Wednesday, January 5, 2022

The Railroad Riches of Golden, part 8


The remains of a prodigal come home

    This final story recounts the surprising outcomes of the two C&S cars that Bob Richardson acquired but sold to the ill-fated Magic Mountain resort, boxcar 8308 and refrigerator car 1116.  

1116 at GLRR in 1992
While all that remained of their original forms, due to time spent at the now defunct Magic Mountain park, was their frames and wheel sets with rider cars built on top, the two eventually found use again in this condition.  In the early 1990s, around the time Bob retired and moved to Pennsylvania, Heritage Square, the themed mall successor of Magic Mountain, finally removed the cars from the restaurant where they had served in a stationary position and sold them to the Georgetown Loop Railroad, the tourist line built on the old C&S grade, where longtime operator Lindsey Ashby planned to convert 1116 and 8308 again into active rider cars, named “Grays Peak” (No. 15) and “Torreys Peak” (unnumbered) respectively, and return them to home C&S rails where they were to haul tourists on the reconstructed Georgetown Loop line.  C&S 1116, indeed, experienced this transformation and once again was back in revenue service, while C&S 8308’s restoration was never completed.  However, for boxcar 8308 its story didn’t end there.

Roughly a decade later, in 2004, two events occurred which brought the final complete set of narrow gauge C&S equipment to the Colorado Railroad Museum before Bob’s passing. 

The first event involved two other boxcar remains.  The Great Western Railway, with facilities in Loveland, Colorado, had long ago purchased some dismantled boxcars to use as sheds.  One of these sheds was made up of two narrow gauge C&S boxcars, 8310 and 8301, minus their frames and wheels.  After decades of use, the Great Western was poised to demolish them, but railfan, historian, and engineer Jason Midyette offered to move them himself.  Considering it would cost the railroad nothing, they took him up on the offer.  Midyette kept one, the 8301 which was only a half-car, and moved it for restoration and use as a shed on his personal property, while he donated the full-sized 8310 car body to the Colorado Railroad Museum. The Golden museum now had a C&S narrow gauge boxcar, though with no frame or wheels.  

The second event that completed CRRM’s C&Sng collection occurred the same year when several miles west on Clear Creek, Lindsey Ashby, operator of the Georgetown Loop, parted ways with History Colorado (formerly The Colorado Historical Society), owners of the line, and needed to move all his rolling stock.  Since he owned all the equipment, but no longer had narrow gauge track to run it, he sent much of it to Golden, including C&S boxcar-turned rider car 8308.*  In a full circle, C&S 8308 had started it’s post-revenue life at Alamosa’s Narrow Gauge Museum with Bob Richardson, then moved to Golden’s Magic Mountain Resort where it was converted to a rider car and then a stationary restaurant piece.  Finally, 45 years after Bob let her go, after a stint back in service on the Georgetown Loop, C&S boxcar 8308 came back to the Colorado Railroad Museum. 

C&S 8308’s story continues as its bottom half looks to be a perfect fit for 8310’s upper half.  Volunteers at the Museum removed 8308’s added rider shell and have placed 8310's body on top of it.  When restoration is complete, the Golden museum will at last have a fully Colorado & Southern narrow gauge boxcar.

* C&S 1116, which had been numbered 15 at its first time on the Loop, was renumbered to its original 1116 when it returned there.  Later, it was also re-given the Grey's Peak name.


#### WHAT YOU SHOULD DO
Go through the data below and return each line containing the word "bounding".

————————

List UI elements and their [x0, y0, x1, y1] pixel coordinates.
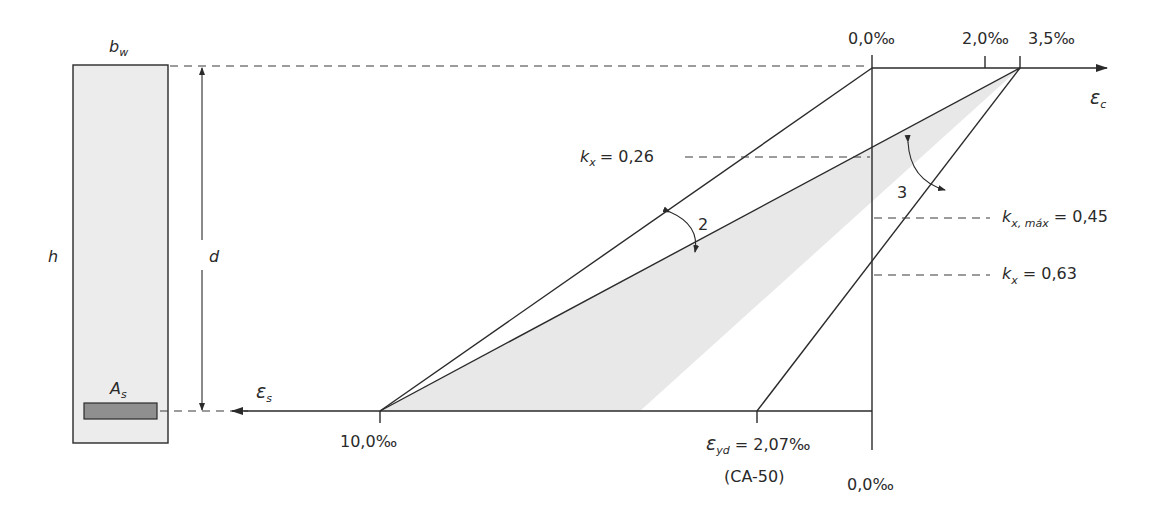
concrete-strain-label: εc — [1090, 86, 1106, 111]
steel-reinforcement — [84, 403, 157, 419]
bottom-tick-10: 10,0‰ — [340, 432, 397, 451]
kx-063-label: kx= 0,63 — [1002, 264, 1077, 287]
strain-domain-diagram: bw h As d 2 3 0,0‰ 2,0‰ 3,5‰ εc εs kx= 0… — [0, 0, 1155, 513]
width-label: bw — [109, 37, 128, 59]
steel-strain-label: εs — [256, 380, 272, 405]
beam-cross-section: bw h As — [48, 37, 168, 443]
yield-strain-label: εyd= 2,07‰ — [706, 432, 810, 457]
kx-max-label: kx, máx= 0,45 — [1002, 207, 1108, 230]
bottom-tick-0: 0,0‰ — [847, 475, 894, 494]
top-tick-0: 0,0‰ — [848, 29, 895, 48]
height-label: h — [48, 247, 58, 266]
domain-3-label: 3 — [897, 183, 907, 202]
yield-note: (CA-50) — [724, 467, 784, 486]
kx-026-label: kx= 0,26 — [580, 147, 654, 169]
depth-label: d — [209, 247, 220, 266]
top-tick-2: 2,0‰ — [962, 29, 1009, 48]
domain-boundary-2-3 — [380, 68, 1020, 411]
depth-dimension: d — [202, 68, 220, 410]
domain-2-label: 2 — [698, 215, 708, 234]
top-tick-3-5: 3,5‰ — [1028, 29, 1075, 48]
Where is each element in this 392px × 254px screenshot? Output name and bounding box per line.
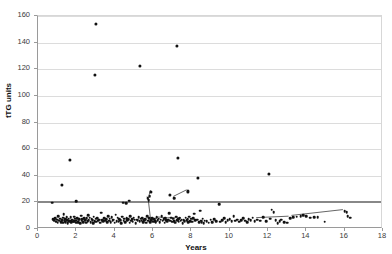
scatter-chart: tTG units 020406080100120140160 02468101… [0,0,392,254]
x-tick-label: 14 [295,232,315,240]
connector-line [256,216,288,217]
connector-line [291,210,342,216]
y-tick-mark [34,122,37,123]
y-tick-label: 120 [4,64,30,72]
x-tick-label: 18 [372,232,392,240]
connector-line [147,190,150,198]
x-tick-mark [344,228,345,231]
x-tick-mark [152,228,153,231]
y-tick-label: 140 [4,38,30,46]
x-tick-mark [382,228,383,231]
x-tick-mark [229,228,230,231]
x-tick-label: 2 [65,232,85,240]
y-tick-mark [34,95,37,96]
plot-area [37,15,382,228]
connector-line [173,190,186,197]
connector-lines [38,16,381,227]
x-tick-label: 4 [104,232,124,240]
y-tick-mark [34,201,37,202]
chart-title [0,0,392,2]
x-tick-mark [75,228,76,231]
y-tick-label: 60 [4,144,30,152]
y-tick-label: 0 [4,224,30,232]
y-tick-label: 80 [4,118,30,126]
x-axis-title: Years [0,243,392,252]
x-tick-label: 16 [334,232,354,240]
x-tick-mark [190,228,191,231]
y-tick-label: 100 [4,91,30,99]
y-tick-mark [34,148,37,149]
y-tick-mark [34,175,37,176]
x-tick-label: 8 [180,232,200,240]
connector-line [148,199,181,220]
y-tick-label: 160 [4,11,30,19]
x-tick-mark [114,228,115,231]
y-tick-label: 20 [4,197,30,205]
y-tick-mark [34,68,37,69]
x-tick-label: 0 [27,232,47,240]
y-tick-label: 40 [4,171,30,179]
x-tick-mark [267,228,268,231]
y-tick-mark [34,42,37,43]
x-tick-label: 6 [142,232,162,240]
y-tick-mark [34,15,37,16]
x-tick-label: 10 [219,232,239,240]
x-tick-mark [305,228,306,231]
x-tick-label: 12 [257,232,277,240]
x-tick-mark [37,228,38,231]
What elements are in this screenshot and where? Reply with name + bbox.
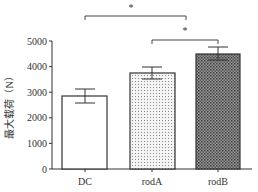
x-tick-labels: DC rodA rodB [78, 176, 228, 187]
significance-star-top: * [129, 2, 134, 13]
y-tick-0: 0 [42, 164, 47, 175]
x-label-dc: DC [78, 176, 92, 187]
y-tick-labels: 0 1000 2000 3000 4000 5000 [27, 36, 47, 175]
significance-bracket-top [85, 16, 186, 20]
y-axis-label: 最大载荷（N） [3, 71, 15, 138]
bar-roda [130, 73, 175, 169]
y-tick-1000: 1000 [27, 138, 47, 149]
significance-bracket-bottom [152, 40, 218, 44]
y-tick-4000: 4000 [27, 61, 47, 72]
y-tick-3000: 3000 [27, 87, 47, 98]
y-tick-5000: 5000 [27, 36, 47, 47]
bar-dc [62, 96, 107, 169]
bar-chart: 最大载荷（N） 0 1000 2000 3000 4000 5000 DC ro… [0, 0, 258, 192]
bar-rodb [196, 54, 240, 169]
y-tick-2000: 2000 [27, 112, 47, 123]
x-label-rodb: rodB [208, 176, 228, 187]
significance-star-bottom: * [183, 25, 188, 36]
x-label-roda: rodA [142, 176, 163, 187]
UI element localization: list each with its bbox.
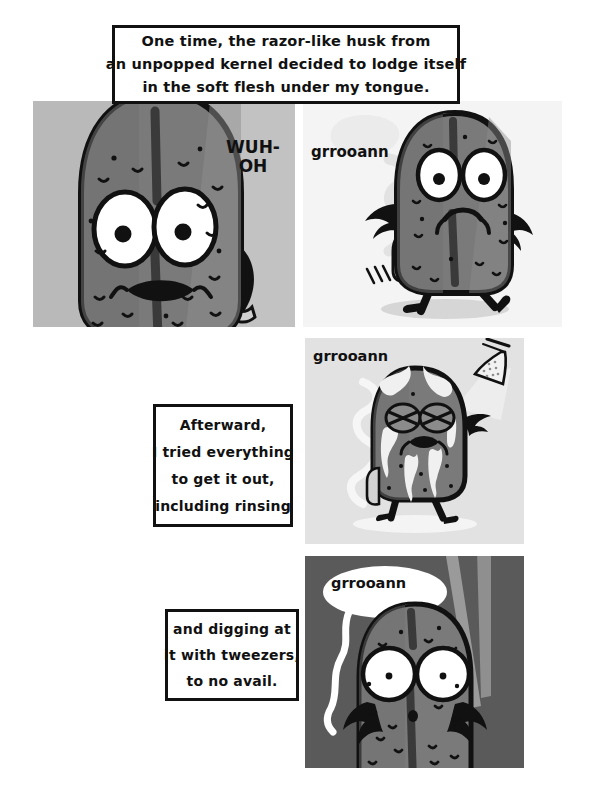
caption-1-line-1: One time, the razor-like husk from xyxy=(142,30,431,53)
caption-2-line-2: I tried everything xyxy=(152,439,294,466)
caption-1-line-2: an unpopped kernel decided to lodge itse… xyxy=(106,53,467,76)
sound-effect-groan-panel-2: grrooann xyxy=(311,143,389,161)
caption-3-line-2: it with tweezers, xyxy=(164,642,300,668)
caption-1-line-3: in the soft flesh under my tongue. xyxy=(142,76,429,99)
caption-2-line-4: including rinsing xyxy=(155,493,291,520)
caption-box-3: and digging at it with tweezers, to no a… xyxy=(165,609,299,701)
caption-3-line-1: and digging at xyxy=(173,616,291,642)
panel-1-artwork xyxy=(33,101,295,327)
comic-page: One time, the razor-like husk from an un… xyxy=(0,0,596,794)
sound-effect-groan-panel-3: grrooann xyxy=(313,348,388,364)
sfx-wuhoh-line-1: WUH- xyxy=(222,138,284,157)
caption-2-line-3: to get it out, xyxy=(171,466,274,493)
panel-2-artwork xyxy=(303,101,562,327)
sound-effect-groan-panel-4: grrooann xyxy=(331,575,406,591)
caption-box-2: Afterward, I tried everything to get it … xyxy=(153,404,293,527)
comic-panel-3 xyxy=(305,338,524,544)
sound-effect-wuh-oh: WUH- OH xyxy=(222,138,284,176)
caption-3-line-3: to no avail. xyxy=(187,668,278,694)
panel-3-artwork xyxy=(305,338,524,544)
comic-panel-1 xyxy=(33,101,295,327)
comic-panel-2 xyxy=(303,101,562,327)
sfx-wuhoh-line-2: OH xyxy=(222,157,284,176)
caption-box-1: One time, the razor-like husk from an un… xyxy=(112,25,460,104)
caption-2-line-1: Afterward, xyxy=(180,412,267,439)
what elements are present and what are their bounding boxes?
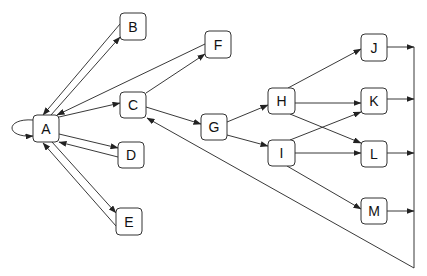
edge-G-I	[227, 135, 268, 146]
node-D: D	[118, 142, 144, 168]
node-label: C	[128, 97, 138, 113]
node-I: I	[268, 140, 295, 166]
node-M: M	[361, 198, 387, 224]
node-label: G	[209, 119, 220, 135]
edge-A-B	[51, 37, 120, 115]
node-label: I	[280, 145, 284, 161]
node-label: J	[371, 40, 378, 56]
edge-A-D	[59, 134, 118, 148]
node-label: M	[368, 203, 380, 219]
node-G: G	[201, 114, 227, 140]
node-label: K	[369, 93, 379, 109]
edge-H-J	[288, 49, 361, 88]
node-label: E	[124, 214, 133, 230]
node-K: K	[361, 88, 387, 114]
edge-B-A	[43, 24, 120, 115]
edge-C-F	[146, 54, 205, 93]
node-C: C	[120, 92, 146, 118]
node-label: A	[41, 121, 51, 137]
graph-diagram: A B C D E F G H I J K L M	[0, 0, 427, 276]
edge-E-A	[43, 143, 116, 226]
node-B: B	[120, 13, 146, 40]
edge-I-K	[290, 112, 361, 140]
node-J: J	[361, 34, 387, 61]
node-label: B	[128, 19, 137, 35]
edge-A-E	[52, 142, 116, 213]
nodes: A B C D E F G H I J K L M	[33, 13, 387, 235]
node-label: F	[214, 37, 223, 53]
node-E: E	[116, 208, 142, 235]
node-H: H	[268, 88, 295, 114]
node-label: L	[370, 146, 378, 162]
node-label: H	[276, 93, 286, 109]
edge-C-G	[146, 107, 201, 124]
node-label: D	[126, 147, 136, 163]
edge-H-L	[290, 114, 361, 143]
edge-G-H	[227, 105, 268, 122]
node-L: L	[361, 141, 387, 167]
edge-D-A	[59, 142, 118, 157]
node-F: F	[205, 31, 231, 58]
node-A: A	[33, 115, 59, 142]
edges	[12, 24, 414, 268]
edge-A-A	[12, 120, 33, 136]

————————

#### SOLUTION TO THE EXERCISE
Where is each element in this 392px × 254px screenshot? Output name and bounding box per line.
what elements are present and what are their bounding boxes?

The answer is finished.